BMS grabs key approval for Reblozyl in MDS
Bristol-Myers Squibb's blockbuster aspirations for Reblozyl have been given a boost by the FDA after it approved the drug as a first-line treatment for anaemia in patients with myelodysplastic syndrome (MDS), a rare group of bone marrow cancers.
This is the third indication for Reblozyl (luspatercept), which is already used to treat anaemia in patients with rare blood disorder beta thalassaemia and as a second-line therapy for MDS patients who don't respond to conventional treatment with erythropoiesis-stimulating agents (ESA) like epoetin.
Approval in previously untreated, lower-risk MDS patients who may need red blood cell transfusions represents a big step up in the eligible patient population for the drug and has been viewed as central to BMS' objective of making $4 billion or more in peak sales.
Approximately 30,000 patients are diagnosed with MDS each year in the US, with 70% or more classified as having lower-risk disease. Among these, around two-thirds are thought to be at risk of needing blood transfusions.
The green light has been given largely on the strength of the phase 3 COMMANDS study, reported at ASCO earlier this year, which showed that the drug was able to achieve clinically meaningful improvements in haemoglobin levels and reduce the reliance on transfusions when used first-line.
Reblozyl was found to be superior to standard ESA therapy with Amgen and Johnson & Johnson's Epogen/Procrit (epoetin alfa) at achieving those objectives, with almost 59% of patients on BMS' drug transfusion-free at 24 weeks, compared to 31% of the control group.
It also offers less frequent dosing, given as a subcutaneous injection once every three weeks, versus a once-weekly injection with epoetin.
Moreover, while Reblozyl was only cleared for use as second-line therapy in MDS patients with ring sideroblasts – blood cells with a characteristic circle of iron deposits around their nucleus – the new first-line approval allows the drug to be used regardless of ring sideroblast status.
While most of the benefit of the drug was seen in patients with ring sideroblasts, it performed as well as the ESA in those without the distinctive cells, according to results published earlier this year in medical journal The Lancet.
"For patients with lower-risk MDS, current standard therapies, including ESAs, have provided limited benefit in controlling anaemia, with only one in three patients responding for a duration of six-18 months," said Guillermo Garcia-Manero of MD Anderson Cancer Centre, the lead investigator in COMMANDS.
The results "showed nearly twice as many patients treated with Reblozyl achieved transfusion independence of at least 12 weeks and concurrent haemoglobin increase compared to epoetin alfa," he added.
BMS is also testing Reblozyl in the phase 3 INDEPENDENCE trial as a treatment for anaemia in patients with myelofibrosis already being treated with JAK inhibitor drugs.
Patients with lower-risk MDS could see another new therapy approved by the FDA in the coming months if the regulator approves Geron's telomerase inhibitor imetelstat. A verdict on that is due by next June, after an advisory committee meeting.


▸ ASSIGNMENT: Exactly as written, set down each line of the data below except its pictures.

▸ Saved entries:
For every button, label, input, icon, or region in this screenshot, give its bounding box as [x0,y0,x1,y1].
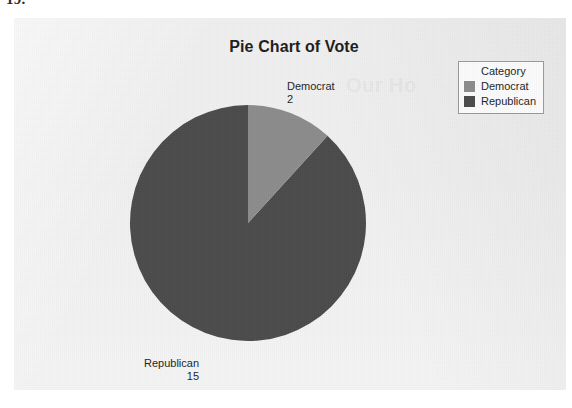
legend-item-republican[interactable]: Republican [464,95,536,109]
legend-label-democrat: Democrat [481,80,529,94]
data-label-republican-name: Republican [144,357,199,370]
data-label-democrat-value: 2 [287,93,335,106]
data-label-republican-value: 15 [144,370,199,383]
legend-swatch-democrat [464,81,475,92]
data-label-republican: Republican 15 [144,357,199,384]
legend-title: Category [464,65,536,79]
legend-swatch-republican [464,96,475,107]
pie-chart-panel: Pie Chart of Vote Our Ho Democrat 2 Repu… [14,18,566,390]
data-label-democrat: Democrat 2 [287,80,335,107]
legend-item-democrat[interactable]: Democrat [464,80,536,94]
data-label-democrat-name: Democrat [287,80,335,92]
page-number: 19. [6,0,26,8]
legend-label-republican: Republican [481,95,536,109]
chart-legend: Category Democrat Republican [458,61,544,114]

▸ OUTPUT BELOW:
For every button, label, input, icon, or region in this screenshot, give its bounding box as [x0,y0,x1,y1].
legend-item-republican[interactable]: Republican [464,95,536,109]
legend-label-democrat: Democrat [481,80,529,94]
data-label-republican-name: Republican [144,357,199,370]
data-label-democrat-value: 2 [287,93,335,106]
data-label-republican-value: 15 [144,370,199,383]
legend-swatch-democrat [464,81,475,92]
data-label-republican: Republican 15 [144,357,199,384]
legend-title: Category [464,65,536,79]
legend-swatch-republican [464,96,475,107]
pie-chart-panel: Pie Chart of Vote Our Ho Democrat 2 Repu… [14,18,566,390]
data-label-democrat: Democrat 2 [287,80,335,107]
legend-item-democrat[interactable]: Democrat [464,80,536,94]
data-label-democrat-name: Democrat [287,80,335,92]
page-number: 19. [6,0,26,8]
legend-label-republican: Republican [481,95,536,109]
chart-legend: Category Democrat Republican [458,61,544,114]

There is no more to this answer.